Rogue agents: how can organisations manage thousands of new micro decision makers?

This is a guest blogpost by Markus Mueller, global field CTO APIM at Boomi.

AI agents are autonomous by definition, which makes them ideal for automating data analysis, orchestrating workflows, and enforcing checks on data quality. A recent McKinsey study found that 78% of companies are using AI in at least one business function, while more than one-in-five (21%) have redesigned workflows around GenAI and agentic AI.

These streamlined workflows can create significant efficiency gains, reducing the cost of repeatable manual tasks. This is particularly important in industries such as manufacturing and logistics, where firms are grappling with volatile cost surges and thin margins. For example, supply chain solutions provider Crane Logistics has leveraged Boomi’s Scribe agent to reduce partner documentation processes by 60-70%.

Yet, as AI agents are plugged into business processes and systems, many organisations underestimate their role as decision-making entities. As a result, they are overlooking the security and governance risks that they can introduce without controls in place.

Enterprises need to impose clear guardrails on their AI agents now. If not, they will be fighting a flood of shadow AI decisions that will expose them to serious security risks, from leaked sensitive data to the introduction of vulnerabilities through AI-generated code.

Action without instinct

Currently, too many organisations have no visibility into what their AI agents are doing, whether it’s how they work, which data they access, or how they reach decisions.

What’s more, AI agents aren’t deterministic, which limits their predictability and repeatability. Just because an agent performed well in a test environment, it doesn’t mean it will behave the same way in production.

 

Some might argue that AI is no riskier than an employee who is capable of human error. But there’s a critical difference: humans have instincts. If a user unwittingly gains access to sensitive data, they will likely have a gut feeling that something is wrong and flag it to the IT or support team.

AI agents don’t have the same sense. They execute tasks with laser precision, acting without hesitation and treating any access as a given. This makes them incredibly powerful assistants, but if the right guardrails aren’t in place, it can lead to inaccurate outputs, exposed sensitive data, or even breaches.

Balancing risk with reward

In risk-averse sectors like manufacturing and logistics, letting AI agents loose on their data can feel like too large a risk. Many factories have spent the past decade deciding whether to integrate data across shop-floor systems and back-end IT infrastructure, let alone entrusting it to autonomous agents.

When it comes to agentic AI, firms can’t afford to be over-cautious. The gains on offer – from faster workflows to lower costs and improved insights – are too significant to ignore. If they can’t keep up, organisations will be leapfrogged by the competition. Every new technology carries risk as well as reward. An IT leader’s job is to drive innovation and unlock those benefits with the right controls in place, not avoid it.

A controlled approach to data access

To reap the rewards of agentic AI without the risk, organisations must grant it access to their data on a need-to-know basis, only giving agents what they need to function. This least-privilege approach will keep the impact as small as possible if something does go wrong.

To support this, organisations must focus on building a single source of truth for their AI. Teams need a central hub that they can use to track every agent’s permissions, performance, and behaviour. They should be able to see every agent at a glance, understand in real-time what systems and APIs they are interacting with, and determine which datasets they are accessing, so they can course correct when required.

 

This hub should also enforce tight governance and security controls. Access policies can be enforced to ensure data pipelines are secured and AI agents adhere to the same privacy guidelines as their human counterparts. Low-code integration tools are essential to this capability, offering standardised templates and natural language prompts that teams can use to create secure, compliant, and effective AI agents from the outset.

Building trust in AI

Ultimately, the speed of innovation is determined by the speed of trust. If business leaders can’t trust AI agents, they will not deploy them at scale – no matter how capable they are. And the truth is agentic AI is already capable of so much more than it’s being used for.

To unlock its potential, organisations need to build their confidence in AI. This can only be achieved by seeing more proven deployments and public success stories. At the moment, no one wants to go out into the world with a previously unexplored agentic AI use case and see things go wrong. To overcome these concerns, organisations should focus on small wins and simple use cases to demonstrate the value of agentic AI. This will help to win over hearts and minds across the organisation and increase adoption.

Balancing innovation with oversight

With a mature AI, API and data management strategy in place, even the most risk-averse industries can benefit from agentic AI without compromising on security, compliance, or control.

By unifying data, connecting systems, and supervising AI agents holistically, organisations can enforce privacy rules and limit the chances of errors creeping into outputs. Focusing their early efforts on smaller use cases that can deliver quick wins will help them to reap the efficiency gains of agentic AI and then realise them at scale as their confidence grows.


#### Problem:
Without the images, print all the entries below exactly as given.

Dataset entries:
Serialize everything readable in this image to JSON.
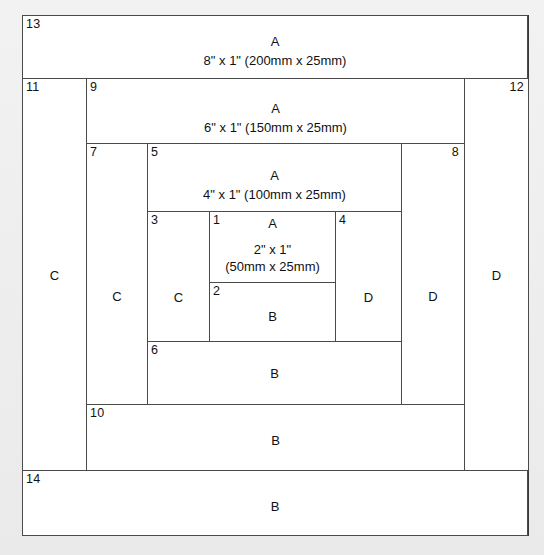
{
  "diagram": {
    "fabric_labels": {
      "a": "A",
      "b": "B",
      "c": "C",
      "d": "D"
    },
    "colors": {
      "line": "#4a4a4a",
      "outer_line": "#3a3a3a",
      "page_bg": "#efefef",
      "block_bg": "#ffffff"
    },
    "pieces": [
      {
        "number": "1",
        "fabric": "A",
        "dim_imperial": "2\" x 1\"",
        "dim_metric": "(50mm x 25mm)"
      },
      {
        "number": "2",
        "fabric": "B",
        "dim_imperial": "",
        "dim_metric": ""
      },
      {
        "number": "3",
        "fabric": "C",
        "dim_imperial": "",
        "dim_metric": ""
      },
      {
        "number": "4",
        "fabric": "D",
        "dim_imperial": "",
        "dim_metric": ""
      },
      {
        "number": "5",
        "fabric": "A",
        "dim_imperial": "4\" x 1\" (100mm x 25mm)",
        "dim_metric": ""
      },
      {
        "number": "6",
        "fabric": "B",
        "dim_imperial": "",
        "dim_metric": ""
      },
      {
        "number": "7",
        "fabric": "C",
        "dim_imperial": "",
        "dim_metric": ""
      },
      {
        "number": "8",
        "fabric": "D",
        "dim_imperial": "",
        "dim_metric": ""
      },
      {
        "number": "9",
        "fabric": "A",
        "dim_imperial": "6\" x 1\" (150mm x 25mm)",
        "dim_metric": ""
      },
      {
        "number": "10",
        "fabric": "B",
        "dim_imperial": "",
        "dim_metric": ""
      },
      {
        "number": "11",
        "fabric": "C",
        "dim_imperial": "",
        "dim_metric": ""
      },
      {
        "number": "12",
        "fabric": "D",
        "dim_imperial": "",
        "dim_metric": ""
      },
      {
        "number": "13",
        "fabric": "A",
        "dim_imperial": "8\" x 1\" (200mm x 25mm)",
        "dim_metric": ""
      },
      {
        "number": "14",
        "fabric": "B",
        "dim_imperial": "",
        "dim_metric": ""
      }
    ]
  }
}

#### Exercise solution:
Serialize everything readable in this image to JSON.
{
  "diagram": {
    "fabric_labels": {
      "a": "A",
      "b": "B",
      "c": "C",
      "d": "D"
    },
    "colors": {
      "line": "#4a4a4a",
      "outer_line": "#3a3a3a",
      "page_bg": "#efefef",
      "block_bg": "#ffffff"
    },
    "pieces": [
      {
        "number": "1",
        "fabric": "A",
        "dim_imperial": "2\" x 1\"",
        "dim_metric": "(50mm x 25mm)"
      },
      {
        "number": "2",
        "fabric": "B",
        "dim_imperial": "",
        "dim_metric": ""
      },
      {
        "number": "3",
        "fabric": "C",
        "dim_imperial": "",
        "dim_metric": ""
      },
      {
        "number": "4",
        "fabric": "D",
        "dim_imperial": "",
        "dim_metric": ""
      },
      {
        "number": "5",
        "fabric": "A",
        "dim_imperial": "4\" x 1\" (100mm x 25mm)",
        "dim_metric": ""
      },
      {
        "number": "6",
        "fabric": "B",
        "dim_imperial": "",
        "dim_metric": ""
      },
      {
        "number": "7",
        "fabric": "C",
        "dim_imperial": "",
        "dim_metric": ""
      },
      {
        "number": "8",
        "fabric": "D",
        "dim_imperial": "",
        "dim_metric": ""
      },
      {
        "number": "9",
        "fabric": "A",
        "dim_imperial": "6\" x 1\" (150mm x 25mm)",
        "dim_metric": ""
      },
      {
        "number": "10",
        "fabric": "B",
        "dim_imperial": "",
        "dim_metric": ""
      },
      {
        "number": "11",
        "fabric": "C",
        "dim_imperial": "",
        "dim_metric": ""
      },
      {
        "number": "12",
        "fabric": "D",
        "dim_imperial": "",
        "dim_metric": ""
      },
      {
        "number": "13",
        "fabric": "A",
        "dim_imperial": "8\" x 1\" (200mm x 25mm)",
        "dim_metric": ""
      },
      {
        "number": "14",
        "fabric": "B",
        "dim_imperial": "",
        "dim_metric": ""
      }
    ]
  }
}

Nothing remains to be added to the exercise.